Wednesday, October 05, 2005

Ranting

Last Friday I took Zoe to the park. It's been awhile since we've gone because it has been soooooo hot and I just cannot tolerate it. I swear I've been chronically hot since April of 2003 when I was pregnant with Zoe. I guess it's one of the side effects of raging hormones. I joke that by the time all the pregnancy hormones leave my body (which can take quite some time), I will be entering menopause. So I may as well just accept the fact that I will be hot from now until Kingdom Come. I'm praying that the climate in Heaven will be akin to Siberia. Perhaps if I be really really good in this life God will grant me my very own iceberg on which to perch for the rest of eternity. I had hoped that having a winter baby would mean I would have the final months of this pregnancy during cooler weather. It's now October and still nearly 90 degrees outside most days. And muggier than the atmosphere of a sauna packed with a dozen fat, sweaty men (not that I've ever been in a sauna packed with a dozen fat, sweaty men...but I think it would be similar).

With my belly growing larger by the day now, hot nights make sleeping even more uncomfortable. I am a back sleeper, which I'm not allowed to do while pregnant. So I flop from side to side all night long, which is no easy feat with my current mammoth size. "Side flopping" requires that I muster a good deal of strength and momentum in order to hoist my body up and then oomph it over in a sort of flipping flopping motion. As soon as I achieve this task, I usually notice that it's time for my hourly bladder emptying. So then I must hoist myself up into a sort of rolling sitting position to oomph myself out of bed altogether and travel the well worn path in the carpet to the nearest toilet. Add to this the hot, sticky weather and all the flipping, flopping, hoisting, and oomphing become even more uncomfortable.
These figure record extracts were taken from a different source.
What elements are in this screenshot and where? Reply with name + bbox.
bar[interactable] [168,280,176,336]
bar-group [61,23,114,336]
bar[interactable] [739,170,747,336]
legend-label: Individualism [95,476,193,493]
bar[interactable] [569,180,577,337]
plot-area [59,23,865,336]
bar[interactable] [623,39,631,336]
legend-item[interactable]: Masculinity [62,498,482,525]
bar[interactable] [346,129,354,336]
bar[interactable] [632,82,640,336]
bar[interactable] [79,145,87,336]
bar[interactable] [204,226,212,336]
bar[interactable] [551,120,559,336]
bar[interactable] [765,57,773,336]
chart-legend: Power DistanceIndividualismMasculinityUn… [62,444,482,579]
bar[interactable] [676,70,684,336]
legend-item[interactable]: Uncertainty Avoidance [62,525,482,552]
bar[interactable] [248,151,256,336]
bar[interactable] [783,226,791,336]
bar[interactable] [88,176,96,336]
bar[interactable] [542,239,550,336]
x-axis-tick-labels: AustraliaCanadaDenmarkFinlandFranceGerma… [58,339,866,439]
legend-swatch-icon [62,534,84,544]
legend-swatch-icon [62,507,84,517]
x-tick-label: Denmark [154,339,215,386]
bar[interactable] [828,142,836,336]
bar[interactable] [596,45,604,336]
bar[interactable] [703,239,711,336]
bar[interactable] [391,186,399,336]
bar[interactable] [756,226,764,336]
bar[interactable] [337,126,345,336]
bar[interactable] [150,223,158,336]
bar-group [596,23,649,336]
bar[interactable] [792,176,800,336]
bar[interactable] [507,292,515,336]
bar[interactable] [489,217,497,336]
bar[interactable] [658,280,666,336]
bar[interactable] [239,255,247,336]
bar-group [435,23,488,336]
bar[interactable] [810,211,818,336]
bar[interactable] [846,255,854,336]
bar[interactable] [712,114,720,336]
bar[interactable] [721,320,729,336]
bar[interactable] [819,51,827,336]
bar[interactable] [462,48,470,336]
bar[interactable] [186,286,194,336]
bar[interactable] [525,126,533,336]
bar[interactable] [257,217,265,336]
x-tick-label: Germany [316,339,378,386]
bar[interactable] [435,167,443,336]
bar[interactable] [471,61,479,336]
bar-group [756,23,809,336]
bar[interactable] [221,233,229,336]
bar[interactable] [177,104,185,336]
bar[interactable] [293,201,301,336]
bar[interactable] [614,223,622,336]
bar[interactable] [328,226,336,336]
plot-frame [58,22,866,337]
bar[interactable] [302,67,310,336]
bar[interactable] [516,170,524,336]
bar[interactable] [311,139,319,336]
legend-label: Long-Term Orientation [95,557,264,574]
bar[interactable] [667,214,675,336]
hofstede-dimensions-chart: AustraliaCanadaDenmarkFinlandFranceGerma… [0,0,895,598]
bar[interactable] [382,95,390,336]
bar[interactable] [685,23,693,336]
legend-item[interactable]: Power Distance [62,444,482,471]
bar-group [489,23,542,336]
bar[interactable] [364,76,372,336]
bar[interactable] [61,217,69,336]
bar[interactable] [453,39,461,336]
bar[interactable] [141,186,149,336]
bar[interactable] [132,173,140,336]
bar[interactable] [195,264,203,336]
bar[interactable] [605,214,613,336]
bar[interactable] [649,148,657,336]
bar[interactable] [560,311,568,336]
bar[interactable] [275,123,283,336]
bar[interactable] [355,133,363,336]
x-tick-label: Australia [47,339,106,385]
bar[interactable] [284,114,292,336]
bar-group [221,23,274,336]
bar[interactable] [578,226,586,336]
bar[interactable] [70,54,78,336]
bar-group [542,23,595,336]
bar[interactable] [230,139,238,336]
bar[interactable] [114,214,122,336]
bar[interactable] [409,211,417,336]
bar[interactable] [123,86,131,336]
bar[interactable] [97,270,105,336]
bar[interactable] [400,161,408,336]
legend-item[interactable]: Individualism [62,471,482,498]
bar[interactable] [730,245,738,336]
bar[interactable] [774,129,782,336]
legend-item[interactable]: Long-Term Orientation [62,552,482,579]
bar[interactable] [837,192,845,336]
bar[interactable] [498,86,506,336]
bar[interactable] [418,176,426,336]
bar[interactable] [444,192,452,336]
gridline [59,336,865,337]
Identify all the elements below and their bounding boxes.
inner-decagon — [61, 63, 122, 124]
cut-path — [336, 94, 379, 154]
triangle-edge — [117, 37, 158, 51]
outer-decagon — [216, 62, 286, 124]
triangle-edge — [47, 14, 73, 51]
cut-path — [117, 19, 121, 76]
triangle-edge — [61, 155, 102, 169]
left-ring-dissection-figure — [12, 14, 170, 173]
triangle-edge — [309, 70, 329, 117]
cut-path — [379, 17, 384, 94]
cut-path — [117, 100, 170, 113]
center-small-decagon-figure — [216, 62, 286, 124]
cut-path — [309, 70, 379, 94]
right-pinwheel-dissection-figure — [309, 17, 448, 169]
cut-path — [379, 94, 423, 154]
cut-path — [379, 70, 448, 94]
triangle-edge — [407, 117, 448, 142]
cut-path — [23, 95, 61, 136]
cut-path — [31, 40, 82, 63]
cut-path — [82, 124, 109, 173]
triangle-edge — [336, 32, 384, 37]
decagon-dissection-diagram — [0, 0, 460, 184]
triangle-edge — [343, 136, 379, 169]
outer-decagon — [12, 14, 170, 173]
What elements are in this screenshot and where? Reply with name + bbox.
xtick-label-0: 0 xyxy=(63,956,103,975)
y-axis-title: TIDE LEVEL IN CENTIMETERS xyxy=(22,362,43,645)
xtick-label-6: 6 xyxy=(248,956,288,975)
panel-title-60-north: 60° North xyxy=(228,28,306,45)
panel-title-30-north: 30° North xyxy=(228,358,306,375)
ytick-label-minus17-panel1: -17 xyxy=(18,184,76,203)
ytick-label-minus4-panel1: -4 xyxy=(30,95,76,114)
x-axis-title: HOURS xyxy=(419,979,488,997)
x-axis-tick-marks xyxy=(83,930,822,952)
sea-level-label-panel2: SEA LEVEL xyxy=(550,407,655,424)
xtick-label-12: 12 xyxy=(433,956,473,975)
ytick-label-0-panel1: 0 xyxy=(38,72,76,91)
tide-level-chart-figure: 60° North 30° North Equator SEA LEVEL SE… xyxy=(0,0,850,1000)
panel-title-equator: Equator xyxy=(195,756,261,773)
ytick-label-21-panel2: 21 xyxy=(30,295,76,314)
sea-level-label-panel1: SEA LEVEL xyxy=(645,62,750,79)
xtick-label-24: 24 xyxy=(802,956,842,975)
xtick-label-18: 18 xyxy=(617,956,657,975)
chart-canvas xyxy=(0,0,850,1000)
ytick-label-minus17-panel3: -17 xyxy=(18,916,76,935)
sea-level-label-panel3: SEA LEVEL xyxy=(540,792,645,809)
I had one of my "hot fits" the other night after flipping, flopping, and oomphing for a couple hours in bed. Sleep being the never-ending goal that is always just out of my reach. I had already made the trek downstairs to bump down the thermostat a few extra degrees. I think I've worn another path in the carpet between the bedroom and the thermostat. My poor husband, unable to sleep himself with all the commotion of trying to share his bed with a sweaty beached whale, got up and took his own trip to the bathroom. I'm not sure that was his intentional destination or if the grooves in the carpet just sort of forced him to go that way. Nevertheless, during the time he was gone I believe a thirteenth, fourteenth, and fifteenth fat, sweaty man entered the sauna. I begged Dear Husband to go downstairs and turn down the thermostat yet again. I assured him it didn't matter that he wasn't fully awake, and he needent turn on any lights...just follow the well traveled carpet path and it would lead him there. Either that, or he would find himself at the toilet again, in which case would he please empty my bladder again for me. Then I had some sort of verbal catharsis that conveyed something to the effect of "@#$#@!!! it! I am so #$#$#@#@! hot! I don't care if we have to set that #$!@#$ thermostat on FRIGID, and I don't care if the #@#$!@ electric bill is $500 this month, I can't take this @#!#$%@ heat anymore!!!!!!" I'm not sure what Dear Husband set the thermostat to that night, but apparently the temperature finally met my approval because I finally fell asleep for a couple blissful hours and didn't wake up in a pool of sweat on my next trip to the bathroom.

I have digressed dramatically. I was beginnng to share about my trip to the park with Zoe last Friday. The weather had a rare break and a high of 72 degrees just barely qualified it to be cool enough for me to leave the house. So I took advantage of the time to get Dear Daughter out in some fresh air to run and play. A grandmother was there with her grandson, and she was sitting near the play equipment watching. Zoe was having all kinds of fun crawling through the tubes and climbing the stairs and going down the slides. But each time she wanted to pass by the grandmother, she got really shy and would cling to me. At one point she gave the grandmother a cautious look and turned toward me, and buried her face in my shoulder and said, "I'm feeling kinda nervous, Mommy." I laughed out loud, racking my brain for a clue as to where she picked up a word like "nervous" and amazed that yet again she used a complex word completely appropriately in her own context as if she completely understands what the word means.